Monday, April 18

agape

because i don't know how to say what i have to say and because this opened my eyes.

read it or don't. it's long, i know.

"The woman says in Song of Songs, 'I am my beloved's and my beloved is mine.' She speaks a paradox. Two things are going on here. She's giving. Giving herself away. Letting go. Losing herself in her lover. And yet she's also getting something in return: the other person. Her lover, at the same time, has let go and fallen into her. There is something about losing yourself to another and their losing themselves to you at the same time that defies our ability to categorize. Healthy marriages all have this sense of mutual abandon to each other. They've both jumped, in essence, into the arms of the other. There is a sense of mutual abandont between them. If one holds back, if one refrains, it doesn't work.
But this paradox of mutual submission is only one of the profound things going on in this passage. The command to the husband is to love your wife 'just as Christ loved the church.' On the first pass, it seems quite straightforward. But as we've seen before, words in the Bible are often loaded. In this case, the word love in the Greek language is a specific kind of love.
The word for love here is the word agape.
So the man is to love the woman, to agape her, like God agapes the world.
Agape is a particular kind of love. Love is often seen as a need, something we get from others. Agape is the opposite. Agape gives.
Agape.
Imagine a wife whose husband isn't the man she wishes he was. He lets her down, again and again and again. She begins to withdraw, to retreat, and to hold his failures against him. If they are even capable of discussing the problems between them, often she will have a list of things she wishes he did. And so this puts him in an awkward position. If he does the things on the list, she won't know why he's doing them. Because it just comes naturally? Or because he's trying to score points with her? From her perspective, his motives are unclear. And so she develops a scorecard, usually subconsciously.
If he's good, she comes near, but if he fails, she stays at a distance. Her affection, her actions, and ultimately her love become conditional. Not agape.

Agape doesn't love somebody because they're worthy
Agape makes them worthy by the strength and power of its love.
Agape doesn't love somebody because they're beautiful.
Agape loves in such a way that makes them beautiful.

There is a love because, love in order to, love for the purpose of, and then there is love, period. Agape doesn't need a reason."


**What is expected**
Give every entry again, exactly.

[Extracts from a graphics dataset]
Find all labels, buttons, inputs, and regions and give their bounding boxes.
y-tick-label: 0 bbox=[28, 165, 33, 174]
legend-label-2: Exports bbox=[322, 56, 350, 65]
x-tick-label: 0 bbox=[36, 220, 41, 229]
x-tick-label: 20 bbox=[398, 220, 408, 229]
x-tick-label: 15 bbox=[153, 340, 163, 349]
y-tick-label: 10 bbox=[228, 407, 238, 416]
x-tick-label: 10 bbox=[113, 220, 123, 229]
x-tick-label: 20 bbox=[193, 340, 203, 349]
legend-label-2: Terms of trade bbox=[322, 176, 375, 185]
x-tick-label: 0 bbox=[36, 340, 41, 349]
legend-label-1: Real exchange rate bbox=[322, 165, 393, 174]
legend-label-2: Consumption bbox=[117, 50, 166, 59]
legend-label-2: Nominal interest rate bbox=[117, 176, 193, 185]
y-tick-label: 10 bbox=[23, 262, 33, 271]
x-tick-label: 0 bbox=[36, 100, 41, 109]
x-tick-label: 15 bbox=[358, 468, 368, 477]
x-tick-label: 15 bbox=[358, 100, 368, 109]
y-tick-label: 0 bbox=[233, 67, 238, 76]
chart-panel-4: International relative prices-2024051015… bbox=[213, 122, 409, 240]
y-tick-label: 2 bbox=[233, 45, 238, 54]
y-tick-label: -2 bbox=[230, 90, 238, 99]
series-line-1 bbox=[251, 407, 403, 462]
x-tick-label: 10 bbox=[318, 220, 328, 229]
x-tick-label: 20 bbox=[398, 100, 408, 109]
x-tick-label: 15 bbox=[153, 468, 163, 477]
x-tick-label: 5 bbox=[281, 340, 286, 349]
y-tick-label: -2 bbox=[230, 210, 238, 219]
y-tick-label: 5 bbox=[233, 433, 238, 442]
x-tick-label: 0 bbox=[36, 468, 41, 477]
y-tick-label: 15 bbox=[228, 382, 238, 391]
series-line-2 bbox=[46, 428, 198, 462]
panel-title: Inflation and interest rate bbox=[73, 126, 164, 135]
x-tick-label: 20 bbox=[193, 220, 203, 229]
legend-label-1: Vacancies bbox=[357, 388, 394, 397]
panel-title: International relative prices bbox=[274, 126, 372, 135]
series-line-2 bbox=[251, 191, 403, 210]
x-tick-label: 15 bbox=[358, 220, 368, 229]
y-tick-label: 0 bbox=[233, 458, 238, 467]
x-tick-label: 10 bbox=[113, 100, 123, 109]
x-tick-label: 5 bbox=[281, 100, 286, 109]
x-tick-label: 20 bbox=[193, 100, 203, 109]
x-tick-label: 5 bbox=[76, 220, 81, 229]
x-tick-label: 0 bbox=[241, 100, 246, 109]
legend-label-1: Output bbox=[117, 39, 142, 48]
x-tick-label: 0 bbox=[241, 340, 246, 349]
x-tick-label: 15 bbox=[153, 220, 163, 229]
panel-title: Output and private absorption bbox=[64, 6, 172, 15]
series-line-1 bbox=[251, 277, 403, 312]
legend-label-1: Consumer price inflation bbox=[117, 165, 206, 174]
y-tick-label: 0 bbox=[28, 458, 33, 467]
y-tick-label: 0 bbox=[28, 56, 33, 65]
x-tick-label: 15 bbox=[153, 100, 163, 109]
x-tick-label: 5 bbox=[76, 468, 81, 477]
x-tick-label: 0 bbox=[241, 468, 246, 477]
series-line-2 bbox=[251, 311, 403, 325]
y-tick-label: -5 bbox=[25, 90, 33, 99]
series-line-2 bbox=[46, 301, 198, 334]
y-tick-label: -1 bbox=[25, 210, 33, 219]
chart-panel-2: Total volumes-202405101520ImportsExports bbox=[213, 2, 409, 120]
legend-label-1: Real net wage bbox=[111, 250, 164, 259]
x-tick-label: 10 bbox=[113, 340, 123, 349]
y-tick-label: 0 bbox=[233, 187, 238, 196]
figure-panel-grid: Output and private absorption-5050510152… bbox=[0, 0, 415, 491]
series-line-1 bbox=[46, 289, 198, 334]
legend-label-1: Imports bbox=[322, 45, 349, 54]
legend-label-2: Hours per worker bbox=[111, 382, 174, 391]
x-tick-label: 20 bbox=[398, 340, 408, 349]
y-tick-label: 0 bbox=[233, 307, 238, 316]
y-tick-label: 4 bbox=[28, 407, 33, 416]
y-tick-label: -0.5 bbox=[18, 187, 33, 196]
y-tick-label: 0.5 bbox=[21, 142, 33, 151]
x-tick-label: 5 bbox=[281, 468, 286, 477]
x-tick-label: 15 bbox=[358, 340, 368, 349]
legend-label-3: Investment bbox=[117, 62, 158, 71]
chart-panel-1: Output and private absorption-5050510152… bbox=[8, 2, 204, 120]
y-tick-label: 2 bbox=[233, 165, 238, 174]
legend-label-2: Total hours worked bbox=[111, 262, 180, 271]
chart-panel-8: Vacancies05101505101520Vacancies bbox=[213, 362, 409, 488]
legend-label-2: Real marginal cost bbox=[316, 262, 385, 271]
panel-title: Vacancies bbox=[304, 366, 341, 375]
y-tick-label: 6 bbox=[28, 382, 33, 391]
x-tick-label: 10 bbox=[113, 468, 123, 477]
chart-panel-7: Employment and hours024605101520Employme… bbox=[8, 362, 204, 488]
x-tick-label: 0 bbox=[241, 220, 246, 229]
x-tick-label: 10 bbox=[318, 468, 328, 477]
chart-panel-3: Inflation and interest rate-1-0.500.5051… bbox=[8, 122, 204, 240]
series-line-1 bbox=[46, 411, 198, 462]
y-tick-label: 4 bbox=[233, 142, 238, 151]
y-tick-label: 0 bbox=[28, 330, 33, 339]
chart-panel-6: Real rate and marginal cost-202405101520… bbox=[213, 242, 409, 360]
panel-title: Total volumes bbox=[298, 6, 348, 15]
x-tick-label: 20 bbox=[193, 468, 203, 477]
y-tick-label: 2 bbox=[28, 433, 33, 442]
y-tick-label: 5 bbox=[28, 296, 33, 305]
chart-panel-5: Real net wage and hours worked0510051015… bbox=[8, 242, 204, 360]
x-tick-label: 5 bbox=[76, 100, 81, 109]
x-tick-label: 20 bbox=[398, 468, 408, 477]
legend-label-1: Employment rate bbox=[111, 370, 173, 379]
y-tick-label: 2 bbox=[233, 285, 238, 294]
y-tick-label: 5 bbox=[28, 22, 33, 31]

**Expected answer**
Find all labels, buttons, inputs, and regions and give their bounding boxes.
y-tick-label: 0 bbox=[28, 165, 33, 174]
legend-label-2: Exports bbox=[322, 56, 350, 65]
x-tick-label: 0 bbox=[36, 220, 41, 229]
x-tick-label: 20 bbox=[398, 220, 408, 229]
x-tick-label: 15 bbox=[153, 340, 163, 349]
y-tick-label: 10 bbox=[228, 407, 238, 416]
x-tick-label: 10 bbox=[113, 220, 123, 229]
x-tick-label: 20 bbox=[193, 340, 203, 349]
legend-label-2: Terms of trade bbox=[322, 176, 375, 185]
x-tick-label: 0 bbox=[36, 340, 41, 349]
legend-label-1: Real exchange rate bbox=[322, 165, 393, 174]
legend-label-2: Consumption bbox=[117, 50, 166, 59]
legend-label-2: Nominal interest rate bbox=[117, 176, 193, 185]
y-tick-label: 10 bbox=[23, 262, 33, 271]
x-tick-label: 0 bbox=[36, 100, 41, 109]
x-tick-label: 15 bbox=[358, 468, 368, 477]
x-tick-label: 15 bbox=[358, 100, 368, 109]
y-tick-label: 0 bbox=[233, 67, 238, 76]
chart-panel-4: International relative prices-2024051015… bbox=[213, 122, 409, 240]
y-tick-label: 2 bbox=[233, 45, 238, 54]
y-tick-label: -2 bbox=[230, 90, 238, 99]
series-line-1 bbox=[251, 407, 403, 462]
x-tick-label: 10 bbox=[318, 220, 328, 229]
x-tick-label: 20 bbox=[398, 100, 408, 109]
x-tick-label: 15 bbox=[153, 468, 163, 477]
x-tick-label: 5 bbox=[281, 340, 286, 349]
y-tick-label: -2 bbox=[230, 210, 238, 219]
y-tick-label: 5 bbox=[233, 433, 238, 442]
x-tick-label: 0 bbox=[36, 468, 41, 477]
y-tick-label: 15 bbox=[228, 382, 238, 391]
series-line-2 bbox=[46, 428, 198, 462]
panel-title: Inflation and interest rate bbox=[73, 126, 164, 135]
x-tick-label: 20 bbox=[193, 220, 203, 229]
legend-label-1: Vacancies bbox=[357, 388, 394, 397]
panel-title: International relative prices bbox=[274, 126, 372, 135]
series-line-2 bbox=[251, 191, 403, 210]
x-tick-label: 15 bbox=[358, 220, 368, 229]
y-tick-label: 0 bbox=[233, 458, 238, 467]
x-tick-label: 10 bbox=[113, 100, 123, 109]
x-tick-label: 5 bbox=[281, 100, 286, 109]
x-tick-label: 20 bbox=[193, 100, 203, 109]
x-tick-label: 5 bbox=[76, 220, 81, 229]
x-tick-label: 0 bbox=[241, 100, 246, 109]
legend-label-1: Output bbox=[117, 39, 142, 48]
x-tick-label: 0 bbox=[241, 340, 246, 349]
x-tick-label: 15 bbox=[153, 220, 163, 229]
panel-title: Output and private absorption bbox=[64, 6, 172, 15]
series-line-1 bbox=[251, 277, 403, 312]
legend-label-1: Consumer price inflation bbox=[117, 165, 206, 174]
y-tick-label: 0 bbox=[28, 458, 33, 467]
y-tick-label: 0 bbox=[28, 56, 33, 65]
x-tick-label: 15 bbox=[153, 100, 163, 109]
x-tick-label: 5 bbox=[76, 468, 81, 477]
x-tick-label: 0 bbox=[241, 468, 246, 477]
series-line-2 bbox=[251, 311, 403, 325]
y-tick-label: -5 bbox=[25, 90, 33, 99]
series-line-2 bbox=[46, 301, 198, 334]
y-tick-label: -1 bbox=[25, 210, 33, 219]
chart-panel-2: Total volumes-202405101520ImportsExports bbox=[213, 2, 409, 120]
legend-label-1: Real net wage bbox=[111, 250, 164, 259]
x-tick-label: 10 bbox=[113, 340, 123, 349]
y-tick-label: 0 bbox=[233, 187, 238, 196]
figure-panel-grid: Output and private absorption-5050510152… bbox=[0, 0, 415, 491]
series-line-1 bbox=[46, 289, 198, 334]
legend-label-1: Imports bbox=[322, 45, 349, 54]
legend-label-2: Hours per worker bbox=[111, 382, 174, 391]
x-tick-label: 20 bbox=[398, 340, 408, 349]
y-tick-label: 0 bbox=[233, 307, 238, 316]
y-tick-label: 4 bbox=[28, 407, 33, 416]
y-tick-label: -0.5 bbox=[18, 187, 33, 196]
y-tick-label: 0.5 bbox=[21, 142, 33, 151]
x-tick-label: 5 bbox=[281, 468, 286, 477]
x-tick-label: 15 bbox=[358, 340, 368, 349]
legend-label-3: Investment bbox=[117, 62, 158, 71]
chart-panel-1: Output and private absorption-5050510152… bbox=[8, 2, 204, 120]
y-tick-label: 2 bbox=[233, 165, 238, 174]
legend-label-2: Total hours worked bbox=[111, 262, 180, 271]
chart-panel-8: Vacancies05101505101520Vacancies bbox=[213, 362, 409, 488]
legend-label-2: Real marginal cost bbox=[316, 262, 385, 271]
panel-title: Vacancies bbox=[304, 366, 341, 375]
y-tick-label: 6 bbox=[28, 382, 33, 391]
x-tick-label: 10 bbox=[113, 468, 123, 477]
chart-panel-7: Employment and hours024605101520Employme… bbox=[8, 362, 204, 488]
x-tick-label: 0 bbox=[241, 220, 246, 229]
x-tick-label: 10 bbox=[318, 468, 328, 477]
chart-panel-3: Inflation and interest rate-1-0.500.5051… bbox=[8, 122, 204, 240]
series-line-1 bbox=[46, 411, 198, 462]
y-tick-label: 4 bbox=[233, 142, 238, 151]
y-tick-label: 0 bbox=[28, 330, 33, 339]
chart-panel-6: Real rate and marginal cost-202405101520… bbox=[213, 242, 409, 360]
panel-title: Total volumes bbox=[298, 6, 348, 15]
x-tick-label: 20 bbox=[193, 468, 203, 477]
y-tick-label: 2 bbox=[28, 433, 33, 442]
y-tick-label: 5 bbox=[28, 296, 33, 305]
chart-panel-5: Real net wage and hours worked0510051015… bbox=[8, 242, 204, 360]
x-tick-label: 5 bbox=[76, 100, 81, 109]
x-tick-label: 20 bbox=[398, 468, 408, 477]
legend-label-1: Employment rate bbox=[111, 370, 173, 379]
y-tick-label: 2 bbox=[233, 285, 238, 294]
y-tick-label: 5 bbox=[28, 22, 33, 31]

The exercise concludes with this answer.